Following the success of Big Cats, the BBC Natural History Unit is making a follow-up series: Primates. The three episodes will focus on primate diversity, behaviour, and science/conservation respectively. Filming begins this summer and the program will air in 2020.
Just thought I would add here that Primates will begin airing on BBC One this Sunday (26th April). The title of each episode and the date are as follows (taken from the Facebook page for the Primate Society of Great Britain): 1 - Secrets of Survival (Sunday 26th April) 2 - Family Matters (Sunday 3rd May) 3 - Protecting Primates (Sunday 10th May) From the description given on the BBC website of the first episode, the species I am most looking forward to seeing is the Bioko drill - not sure to what extent they have been filmed before. The official BBC page for the series is included below: BBC One - Primates
Good to hear that drills will be featuring in this, I can't remember seeing any documentaries that dealt with them specifically. In fact I can only remember seeing one documentary about mandrills which seem to be another primate that despite being fascinating is kind of ignored by documentary filmmakers.
A very worthwhile programme...even if i wish they would stop referring to the primate"family". The use of scientific names(sometimes but not always)in the graphics was good as well - although they missed the same element with the Bioko Drills( only to the binomial).
Well, primates I assume... In all seriousness, it is a documentary which moves about between different primate families, recording new/peculiar behaviours and trying to get the general public interested. I haven't watched it yet, although I intend to but I watched big cats and they are meant to be similar. I'm not sure if you have access, though. It is a BBC production so not sure if you can watch it in NY (It has already started).
Overall was quite a good series but I found it very disappointing in parts. The last episode "protecting primates" really annoyed me actually. It is an episode about primates on the brink of extinction and they come to Brazil (which is the most biodiverse country in terms of monkeys) and what do they film ? The Muriqui ? No The superagui lion tamarin ? Nope The golden bellied capuchin ? No The Buffy tufted marmoset ? Nope No instead they film a researcher studying the common marmoset and its communication which is least concern and on a topic (which though very interesting) not related to conservation! They could have profiled any of the species I mentioned above and raised awareness of them and if none of those interested then then there are numerous other species to choose from. Try harder next time BBC.
Probably relates to ease of filming, but I agree its not what you would expect from the title of the episode.
Oh I totally agree. I met a filmmaker (not BBC but British) January last year filming the black lion tamarins here in SP and he said it was an absolute nightmare to get enough footage in the forest. I imagine the subject of common Marmosets in the caatinga offered better lighting conditions and assured footage for BBC. Plus I have a sneaking suspicion the researcher may have been one of Stephen Ferrari's students as he is based in that area of Brazil and was a consultant for the BBC for some big Attenborough series in the 80's. Still I wish they had done something more impressive and relevant to primate conservation.
The major problem is that Natural History programmes are not made for the diehards like members of ZooChat who will watch an hourlong documentary on obscure Philippine rodents; they are made for the mass audience who might stumble onto the programme by accident and need to be persuaded to stay. When you consider this, the miracle is not that “our” stories are not told, but that so many environmental themes do get some airtime.
Oh I totally agree but the Brazilian primates I referred to are definitely not rodents from the Philippines in terms of popular appeal and actually even more engaging than the common marmoset. Our mountain marmosets could have easily been filmed for that part of the episode and it would have benefited their conservation enormously. I really don't know why the BBC did what they did for that last episode but it's a huge disappointment.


**TASK STATEMENT**: Extract each line of the material that follows exactly and omit its pictures.

■ ■ ■ ■ ■ ■ ■

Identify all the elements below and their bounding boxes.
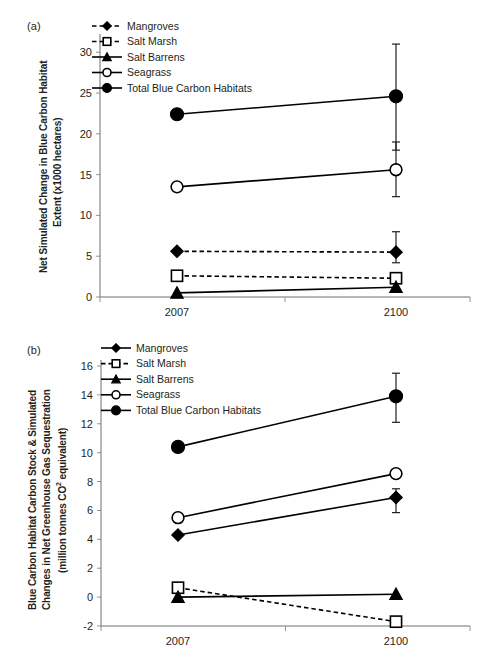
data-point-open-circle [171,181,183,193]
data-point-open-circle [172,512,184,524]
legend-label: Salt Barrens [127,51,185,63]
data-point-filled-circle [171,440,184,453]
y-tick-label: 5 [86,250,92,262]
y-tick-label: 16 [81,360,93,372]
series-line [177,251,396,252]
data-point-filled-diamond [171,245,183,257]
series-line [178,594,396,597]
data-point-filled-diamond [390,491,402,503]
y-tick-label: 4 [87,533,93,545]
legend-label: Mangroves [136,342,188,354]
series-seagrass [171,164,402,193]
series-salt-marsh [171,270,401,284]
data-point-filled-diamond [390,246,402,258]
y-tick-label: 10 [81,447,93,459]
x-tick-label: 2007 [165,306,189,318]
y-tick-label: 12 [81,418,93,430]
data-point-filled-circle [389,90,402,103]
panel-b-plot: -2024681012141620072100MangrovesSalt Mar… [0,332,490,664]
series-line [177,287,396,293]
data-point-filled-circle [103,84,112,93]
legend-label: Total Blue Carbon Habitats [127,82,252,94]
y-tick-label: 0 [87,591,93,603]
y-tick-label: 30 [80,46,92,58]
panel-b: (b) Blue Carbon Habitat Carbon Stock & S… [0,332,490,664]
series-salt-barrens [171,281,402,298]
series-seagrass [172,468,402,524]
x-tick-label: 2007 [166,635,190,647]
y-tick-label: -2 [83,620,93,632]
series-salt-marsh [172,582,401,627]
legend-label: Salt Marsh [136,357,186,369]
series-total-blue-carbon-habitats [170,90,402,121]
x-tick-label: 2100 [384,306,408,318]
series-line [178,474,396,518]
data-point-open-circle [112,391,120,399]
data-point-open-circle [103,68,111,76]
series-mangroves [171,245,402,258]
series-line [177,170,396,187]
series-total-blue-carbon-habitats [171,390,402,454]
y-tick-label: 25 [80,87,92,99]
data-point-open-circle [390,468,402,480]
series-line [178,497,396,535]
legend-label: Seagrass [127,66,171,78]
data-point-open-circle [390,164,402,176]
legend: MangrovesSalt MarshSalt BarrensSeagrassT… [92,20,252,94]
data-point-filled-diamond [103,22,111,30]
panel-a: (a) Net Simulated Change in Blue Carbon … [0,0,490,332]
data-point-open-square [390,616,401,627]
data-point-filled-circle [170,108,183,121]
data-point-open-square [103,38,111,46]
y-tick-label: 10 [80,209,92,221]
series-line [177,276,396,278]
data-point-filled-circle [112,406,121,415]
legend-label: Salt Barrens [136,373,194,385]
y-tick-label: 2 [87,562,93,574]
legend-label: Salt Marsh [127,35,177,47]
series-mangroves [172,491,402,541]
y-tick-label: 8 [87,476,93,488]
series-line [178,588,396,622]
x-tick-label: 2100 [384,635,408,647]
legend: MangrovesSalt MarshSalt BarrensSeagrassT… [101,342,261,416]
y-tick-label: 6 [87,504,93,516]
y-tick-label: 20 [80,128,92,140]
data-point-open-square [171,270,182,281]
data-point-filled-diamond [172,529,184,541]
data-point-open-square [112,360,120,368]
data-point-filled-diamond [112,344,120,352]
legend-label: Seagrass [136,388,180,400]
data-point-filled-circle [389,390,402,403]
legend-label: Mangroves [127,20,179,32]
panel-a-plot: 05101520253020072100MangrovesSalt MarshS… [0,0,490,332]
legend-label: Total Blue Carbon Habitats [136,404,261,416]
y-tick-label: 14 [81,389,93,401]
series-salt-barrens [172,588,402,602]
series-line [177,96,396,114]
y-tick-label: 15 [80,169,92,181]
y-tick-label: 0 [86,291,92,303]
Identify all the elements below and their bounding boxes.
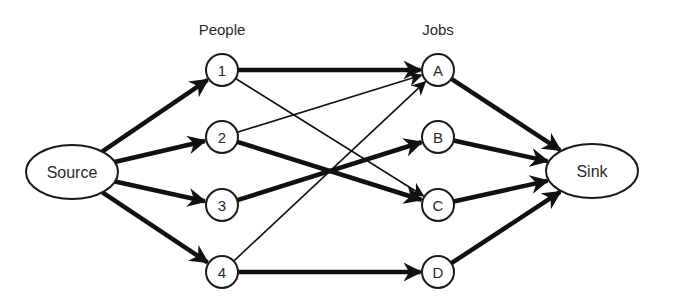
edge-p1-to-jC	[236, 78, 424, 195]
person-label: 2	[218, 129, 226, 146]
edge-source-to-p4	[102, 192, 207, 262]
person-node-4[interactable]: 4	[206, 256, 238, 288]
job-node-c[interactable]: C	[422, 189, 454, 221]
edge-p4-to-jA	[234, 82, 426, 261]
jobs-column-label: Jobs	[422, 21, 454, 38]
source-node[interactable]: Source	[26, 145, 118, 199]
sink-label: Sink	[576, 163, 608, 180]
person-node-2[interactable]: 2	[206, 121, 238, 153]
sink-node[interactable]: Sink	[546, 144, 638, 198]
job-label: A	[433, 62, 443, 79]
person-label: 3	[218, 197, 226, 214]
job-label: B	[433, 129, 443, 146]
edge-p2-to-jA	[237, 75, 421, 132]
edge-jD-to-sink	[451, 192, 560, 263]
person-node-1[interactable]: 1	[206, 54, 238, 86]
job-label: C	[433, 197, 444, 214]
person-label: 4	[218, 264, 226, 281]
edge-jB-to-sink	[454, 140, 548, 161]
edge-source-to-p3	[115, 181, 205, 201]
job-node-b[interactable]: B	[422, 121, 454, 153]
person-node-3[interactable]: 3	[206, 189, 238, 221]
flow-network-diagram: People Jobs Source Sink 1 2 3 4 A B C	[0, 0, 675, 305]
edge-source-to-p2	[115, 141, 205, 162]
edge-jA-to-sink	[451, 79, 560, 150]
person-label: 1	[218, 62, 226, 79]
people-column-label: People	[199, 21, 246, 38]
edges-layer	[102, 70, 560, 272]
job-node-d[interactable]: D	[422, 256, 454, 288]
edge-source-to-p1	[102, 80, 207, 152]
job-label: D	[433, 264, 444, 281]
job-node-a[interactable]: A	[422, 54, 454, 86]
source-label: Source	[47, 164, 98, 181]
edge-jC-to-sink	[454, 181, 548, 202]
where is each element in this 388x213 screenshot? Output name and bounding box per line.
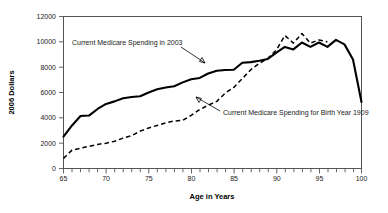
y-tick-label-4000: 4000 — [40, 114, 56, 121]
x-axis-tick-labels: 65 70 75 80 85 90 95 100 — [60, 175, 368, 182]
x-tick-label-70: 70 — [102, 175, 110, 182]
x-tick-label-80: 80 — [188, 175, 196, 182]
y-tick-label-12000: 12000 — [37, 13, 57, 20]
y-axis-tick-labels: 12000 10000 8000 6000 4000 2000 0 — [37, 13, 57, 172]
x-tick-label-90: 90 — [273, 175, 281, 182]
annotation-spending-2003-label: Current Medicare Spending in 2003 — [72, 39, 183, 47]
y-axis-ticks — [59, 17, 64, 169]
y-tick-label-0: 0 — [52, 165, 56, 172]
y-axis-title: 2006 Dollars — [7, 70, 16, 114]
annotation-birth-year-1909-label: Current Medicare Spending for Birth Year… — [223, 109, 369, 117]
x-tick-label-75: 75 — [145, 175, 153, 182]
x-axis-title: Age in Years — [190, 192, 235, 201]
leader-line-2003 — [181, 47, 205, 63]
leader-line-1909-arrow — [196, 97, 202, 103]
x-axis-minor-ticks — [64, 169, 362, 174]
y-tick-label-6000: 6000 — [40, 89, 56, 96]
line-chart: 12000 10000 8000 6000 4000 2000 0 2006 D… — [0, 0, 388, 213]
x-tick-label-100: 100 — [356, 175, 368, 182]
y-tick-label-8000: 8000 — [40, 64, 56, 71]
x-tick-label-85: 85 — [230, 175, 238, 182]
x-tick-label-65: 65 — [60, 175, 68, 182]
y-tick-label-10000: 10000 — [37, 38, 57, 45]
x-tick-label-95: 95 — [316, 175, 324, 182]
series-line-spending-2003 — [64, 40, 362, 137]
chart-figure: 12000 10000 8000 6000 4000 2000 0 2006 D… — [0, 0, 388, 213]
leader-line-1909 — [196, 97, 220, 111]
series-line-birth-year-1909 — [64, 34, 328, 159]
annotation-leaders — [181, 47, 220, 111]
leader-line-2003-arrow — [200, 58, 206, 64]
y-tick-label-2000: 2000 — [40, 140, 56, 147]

■ ■ ■ ■ ■ ■ ■

**FINAL ANSWER**:
Identify all the elements below and their bounding boxes.
data-point-open-circle [171,181,183,193]
data-point-open-circle [172,512,184,524]
legend-label: Salt Barrens [127,51,185,63]
data-point-filled-circle [171,440,184,453]
y-tick-label: 5 [86,250,92,262]
y-tick-label: 16 [81,360,93,372]
series-line [177,251,396,252]
data-point-filled-diamond [171,245,183,257]
series-line [178,594,396,597]
data-point-filled-diamond [390,491,402,503]
y-tick-label: 4 [87,533,93,545]
legend-label: Mangroves [136,342,188,354]
series-seagrass [171,164,402,193]
series-salt-marsh [171,270,401,284]
data-point-filled-diamond [390,246,402,258]
y-tick-label: 10 [81,447,93,459]
x-tick-label: 2007 [165,306,189,318]
y-tick-label: 12 [81,418,93,430]
data-point-filled-circle [389,90,402,103]
panel-b-plot: -2024681012141620072100MangrovesSalt Mar… [0,332,490,664]
series-line [177,287,396,293]
data-point-filled-circle [103,84,112,93]
legend-label: Total Blue Carbon Habitats [127,82,252,94]
y-tick-label: 0 [87,591,93,603]
y-tick-label: 30 [80,46,92,58]
panel-b: (b) Blue Carbon Habitat Carbon Stock & S… [0,332,490,664]
series-salt-barrens [171,281,402,298]
series-seagrass [172,468,402,524]
x-tick-label: 2007 [166,635,190,647]
y-tick-label: -2 [83,620,93,632]
series-salt-marsh [172,582,401,627]
legend-label: Salt Marsh [136,357,186,369]
series-total-blue-carbon-habitats [170,90,402,121]
x-tick-label: 2100 [384,306,408,318]
series-line [178,474,396,518]
data-point-open-circle [112,391,120,399]
data-point-open-circle [103,68,111,76]
series-mangroves [171,245,402,258]
series-line [177,170,396,187]
series-total-blue-carbon-habitats [171,390,402,454]
y-tick-label: 25 [80,87,92,99]
data-point-open-circle [390,468,402,480]
series-line [178,497,396,535]
legend-label: Seagrass [127,66,171,78]
data-point-open-circle [390,164,402,176]
legend: MangrovesSalt MarshSalt BarrensSeagrassT… [92,20,252,94]
data-point-filled-diamond [103,22,111,30]
panel-a: (a) Net Simulated Change in Blue Carbon … [0,0,490,332]
data-point-open-square [390,616,401,627]
data-point-filled-circle [170,108,183,121]
data-point-open-square [103,38,111,46]
y-tick-label: 10 [80,209,92,221]
series-line [177,276,396,278]
data-point-filled-circle [112,406,121,415]
legend-label: Salt Barrens [136,373,194,385]
y-tick-label: 2 [87,562,93,574]
legend-label: Salt Marsh [127,35,177,47]
series-mangroves [172,491,402,541]
y-tick-label: 8 [87,476,93,488]
series-line [178,588,396,622]
x-tick-label: 2100 [384,635,408,647]
legend: MangrovesSalt MarshSalt BarrensSeagrassT… [101,342,261,416]
y-tick-label: 6 [87,504,93,516]
y-tick-label: 20 [80,128,92,140]
data-point-open-square [171,270,182,281]
data-point-filled-diamond [172,529,184,541]
data-point-open-square [112,360,120,368]
data-point-filled-diamond [112,344,120,352]
legend-label: Seagrass [136,388,180,400]
data-point-filled-circle [389,390,402,403]
legend-label: Mangroves [127,20,179,32]
panel-a-plot: 05101520253020072100MangrovesSalt MarshS… [0,0,490,332]
legend-label: Total Blue Carbon Habitats [136,404,261,416]
y-tick-label: 14 [81,389,93,401]
series-salt-barrens [172,588,402,602]
series-line [177,96,396,114]
y-tick-label: 15 [80,169,92,181]
y-tick-label: 0 [86,291,92,303]
Identify all the elements below and their bounding boxes.
edge-p1-to-jC	[236, 78, 424, 195]
person-label: 2	[218, 129, 226, 146]
edge-source-to-p4	[102, 192, 207, 262]
person-node-4[interactable]: 4	[206, 256, 238, 288]
job-node-c[interactable]: C	[422, 189, 454, 221]
edge-p4-to-jA	[234, 82, 426, 261]
jobs-column-label: Jobs	[422, 21, 454, 38]
source-node[interactable]: Source	[26, 145, 118, 199]
sink-label: Sink	[576, 163, 608, 180]
person-node-2[interactable]: 2	[206, 121, 238, 153]
sink-node[interactable]: Sink	[546, 144, 638, 198]
job-label: A	[433, 62, 443, 79]
person-label: 3	[218, 197, 226, 214]
job-label: B	[433, 129, 443, 146]
edge-p2-to-jA	[237, 75, 421, 132]
edge-jD-to-sink	[451, 192, 560, 263]
person-node-1[interactable]: 1	[206, 54, 238, 86]
job-label: C	[433, 197, 444, 214]
person-label: 4	[218, 264, 226, 281]
edge-jB-to-sink	[454, 140, 548, 161]
edge-source-to-p3	[115, 181, 205, 201]
job-node-b[interactable]: B	[422, 121, 454, 153]
person-node-3[interactable]: 3	[206, 189, 238, 221]
flow-network-diagram: People Jobs Source Sink 1 2 3 4 A B C	[0, 0, 675, 305]
edge-source-to-p2	[115, 141, 205, 162]
edge-jA-to-sink	[451, 79, 560, 150]
person-label: 1	[218, 62, 226, 79]
people-column-label: People	[199, 21, 246, 38]
edges-layer	[102, 70, 560, 272]
job-node-d[interactable]: D	[422, 256, 454, 288]
edge-source-to-p1	[102, 80, 207, 152]
job-label: D	[433, 264, 444, 281]
job-node-a[interactable]: A	[422, 54, 454, 86]
source-label: Source	[47, 164, 98, 181]
edge-jC-to-sink	[454, 181, 548, 202]
where is each element in this 388x213 screenshot? Output name and bounding box per line.
y-tick-label-4000: 4000 — [40, 114, 56, 121]
x-axis-tick-labels: 65 70 75 80 85 90 95 100 — [60, 175, 368, 182]
x-tick-label-70: 70 — [102, 175, 110, 182]
x-tick-label-80: 80 — [188, 175, 196, 182]
y-tick-label-12000: 12000 — [37, 13, 57, 20]
y-axis-tick-labels: 12000 10000 8000 6000 4000 2000 0 — [37, 13, 57, 172]
x-tick-label-90: 90 — [273, 175, 281, 182]
annotation-spending-2003-label: Current Medicare Spending in 2003 — [72, 39, 183, 47]
y-axis-ticks — [59, 17, 64, 169]
y-tick-label-0: 0 — [52, 165, 56, 172]
y-axis-title: 2006 Dollars — [7, 70, 16, 114]
annotation-birth-year-1909-label: Current Medicare Spending for Birth Year… — [223, 109, 369, 117]
x-tick-label-75: 75 — [145, 175, 153, 182]
x-axis-title: Age in Years — [190, 192, 235, 201]
leader-line-2003 — [181, 47, 205, 63]
leader-line-1909-arrow — [196, 97, 202, 103]
x-axis-minor-ticks — [64, 169, 362, 174]
y-tick-label-6000: 6000 — [40, 89, 56, 96]
line-chart: 12000 10000 8000 6000 4000 2000 0 2006 D… — [0, 0, 388, 213]
x-tick-label-100: 100 — [356, 175, 368, 182]
y-tick-label-8000: 8000 — [40, 64, 56, 71]
x-tick-label-85: 85 — [230, 175, 238, 182]
x-tick-label-65: 65 — [60, 175, 68, 182]
y-tick-label-10000: 10000 — [37, 38, 57, 45]
x-tick-label-95: 95 — [316, 175, 324, 182]
series-line-spending-2003 — [64, 40, 362, 137]
chart-figure: 12000 10000 8000 6000 4000 2000 0 2006 D… — [0, 0, 388, 213]
leader-line-1909 — [196, 97, 220, 111]
series-line-birth-year-1909 — [64, 34, 328, 159]
annotation-leaders — [181, 47, 220, 111]
leader-line-2003-arrow — [200, 58, 206, 64]
y-tick-label-2000: 2000 — [40, 140, 56, 147]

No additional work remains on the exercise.